Transnational feminism, as both an ethical ideal and an actual struggle to form political alliances, raises some of the most difficult and burning issues of what it means to challenge profound Eurocentric biases that have often stood in the way of such a coalition. Transnational alliances, particularly when including sexual politics, demand of us that we open ourselves to rethinking some of our most cherished feminist ideas, such as freedom and equality, without of course giving up on those ideals. Sometimes, when the issues are so big, they can best be examined by looking at a specific case, and in this case an alternative non-Western (South African) ethic: uBuntu. The ethic of uBuntu raises questions about some Anglo-American assumptions about freedom, equality, and obligation. It is particularly challenging since it does not justify itself through an appeal to its indigenous roots, but instead through a claim to universality.

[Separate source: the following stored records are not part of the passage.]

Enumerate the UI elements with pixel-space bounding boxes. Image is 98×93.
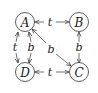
edge-b-c: b — [75, 32, 82, 63]
node-b: B — [70, 13, 89, 32]
edge-a-d-t: t — [13, 32, 18, 63]
edge-d-c: t — [35, 66, 69, 79]
graph-diagram: t t t b b b A B C — [0, 0, 98, 93]
edge-label-a-d-t: t — [13, 41, 18, 54]
edge-label-a-d-b: b — [27, 41, 34, 54]
node-a: A — [16, 13, 35, 32]
edge-label-a-c: b — [47, 43, 54, 56]
node-label-c: C — [74, 66, 83, 80]
node-label-b: B — [74, 16, 84, 30]
edge-a-b: t — [35, 16, 69, 29]
node-label-a: A — [20, 16, 30, 30]
edge-label-d-c: t — [48, 66, 53, 79]
node-d: D — [16, 63, 35, 82]
edge-label-a-b: t — [48, 16, 53, 29]
edge-a-c: b — [32, 29, 71, 66]
node-label-d: D — [19, 66, 30, 80]
edge-a-d-b: b — [27, 32, 34, 63]
node-c: C — [70, 63, 89, 82]
edge-label-b-c: b — [75, 41, 82, 54]
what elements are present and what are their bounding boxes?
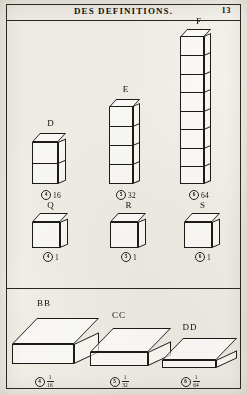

Drucilla Cornell is professor of Political Science, Comparative Literature, and Women's and Gender Studies at Rutgers University, a professor extraordinaire at the University of Pretoria, and a visiting lecturer at Birkbeck College, University of London. Furthermore she is the director of the uBuntu project in South Africa.

Time: Tuesday, 15 May 2012, 19:30

Venue: ICI Berlin

The talk is organized in cooperation with Professor Rahel Jaeggi and Professor Mari Mikkola (Institute for Philosophy, HU Berlin). It is part of the series The Subtle Racializations of Sexuality: Queer Theory, the Aftermath of Colonial History, and the Late-Modern State organized by Antke Engel, Institute for Queer Theory, in cooperation with the ICI Berlin and supported by Schwules Museum Berlin.